Judge: Two suspects in Aruba can be held
Oranjestad, Aruba A judge ruled Wednesday there was cause to keep holding two former hotel guards in connection with the disappearance of an Alabama high school honors student.
The decision means authorities can hold Nick John, 30, and Abraham Jones, 28, for nearly four months while prosecutors investigate possible murder and kidnapping charges in the disappearance of 18-year-old Natalee Holloway. Neither man has been formally charged.
Holloway, of Mountain Brook, Ala., vanished May 30 while on a trip with 124 classmates celebrating their high school graduation on this Dutch Caribbean island. The former guards worked for a hotel two blocks from where Holloway stayed.
53 journalists in Nepal arrested for protesting
Kathmandu, Nepal Police arrested 53 journalists Wednesday as they protested press restrictions in this Himalayan nation where the king seized absolute power earlier this year, a rights group said.
The journalists, chanting and carrying banners calling for press freedom, were arrested after they tried to march into the streets near the royal palace complex.
Many of the streets near the palace complex and government offices in other parts of Katmandu have become restricted areas since King Gyanendra began running the country on Feb. 1.
Criticism of the king, the government and security forces has been banned.
Suspicious packages examined in Australia
Canberra, Australia Police were investigating a number of suspicious packages sent to Australia’s Parliament House and foreign embassies, including the U.S. embassy, an official said today.
The packages had been secured by teams trained in dealing with hazardous material and were being investigated by emergency response crews, an official said.
The packages were the latest in a string of incidents involving government buildings in Australia’s capital.

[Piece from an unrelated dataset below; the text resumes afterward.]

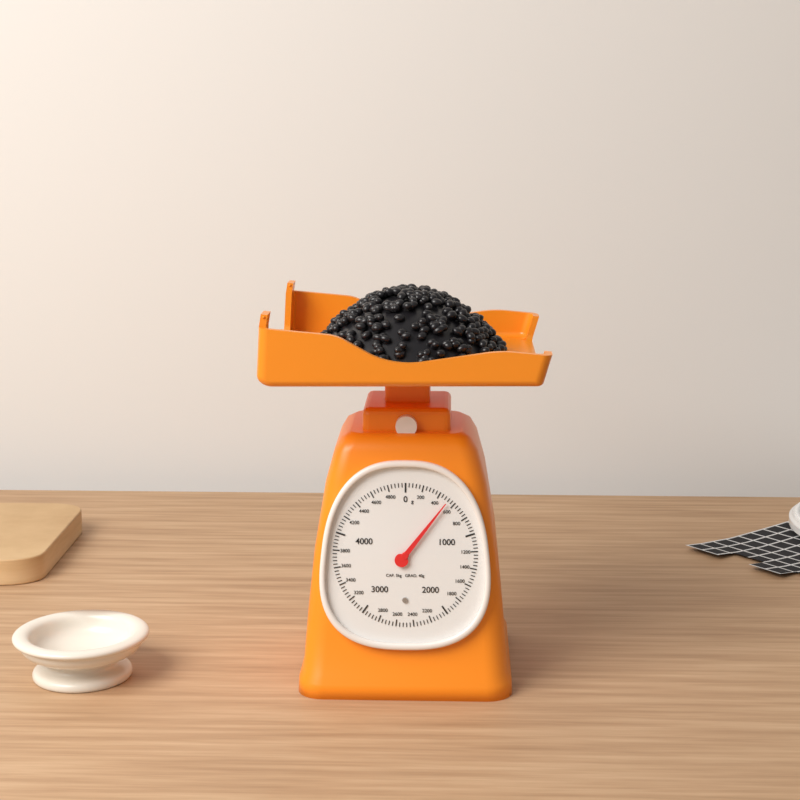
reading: 520 g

Earlier this week, a suspicious package containing white powder that was later found to be harmless sparked a security scare at the Indonesian Embassy, less than a week after a similar hoax caused embassy staff to be quarantined and decontaminated.
Volcano in Mexico rumbles back to life
San Marcos, Mexico The Volcano of Fire has rumbled back to life with its strongest eruptions in 20 years, spewing lava and ash clouds that had some residents who remained in their homes Wednesday casting nervous glances at the peak.

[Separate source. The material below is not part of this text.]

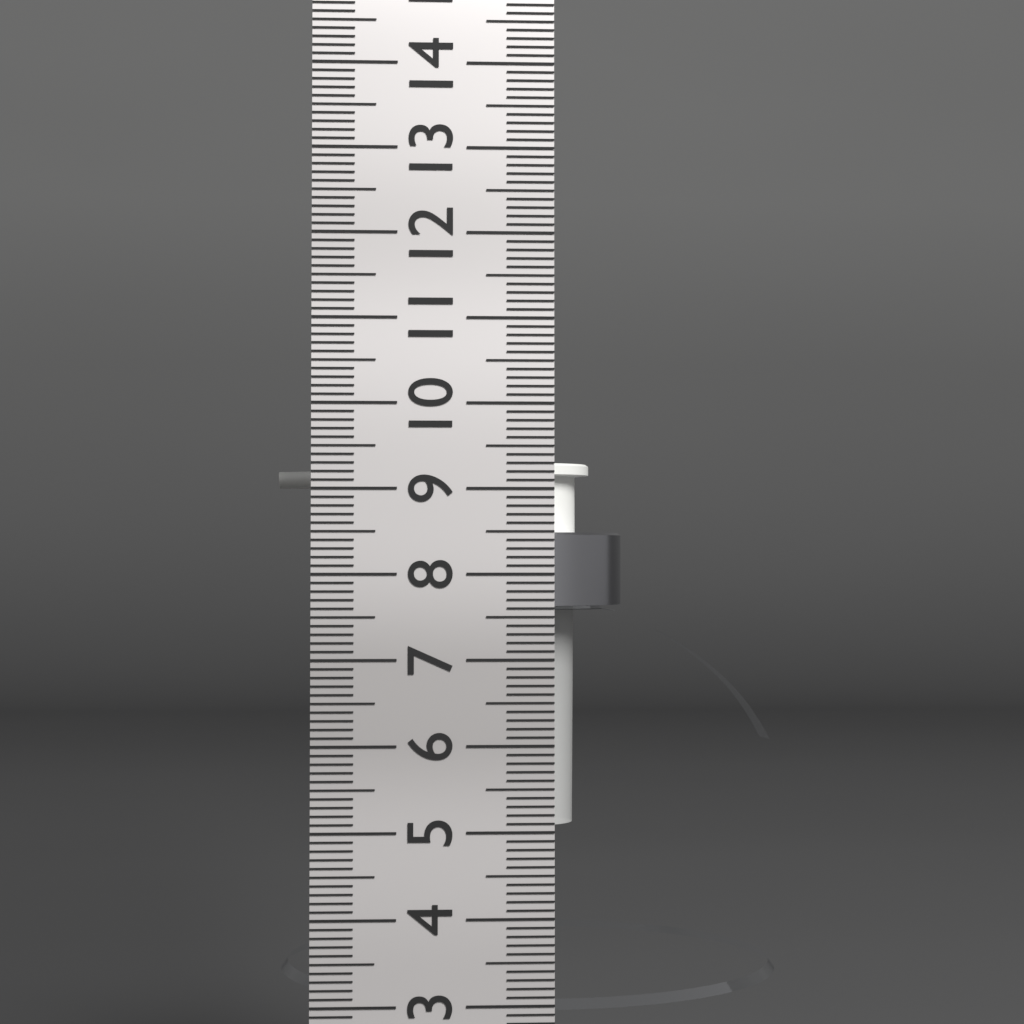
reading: 9.4 cm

The volcano, which straddles the line between Colima and Jalisco states 430 miles west of Mexico City, has had six spectacular eruptions in the past three weeks.
A seismologist said the increasing frequency of the eruptions and their intensity signaled the volcano was returning to an explosive stage like one that started in 1903 and climaxed with a massive explosion 10 years later that left a 1,650-foot-deep crater at the volcano’s peak and scattered ash on cities 240 miles away.
Relatives seek haven for Cuban taxi-boaters
Havana Relatives of Cubans intercepted off Key West in a vintage blue taxicab converted into a boat urged authorities Wednesday to let their family members stay in the United States.
Rafael Diaz Rey, a mechanic who was aboard the taxi-boat with his wife and two sons when it was intercepted off Key West by the Coast Guard on Tuesday.
He was making his third attempt to cross the Florida Straits in a floating car, his cousin said.
The mechanic and his family were among a group of Cubans who tried to reach the United States illegally in 2004 on a Buick sedan powering another homemade barge.
They were intercepted and returned to Cuba.
Ten years earlier, Diaz launched the same journey in a 1947 Buick, but had electrical problems and had to turn back.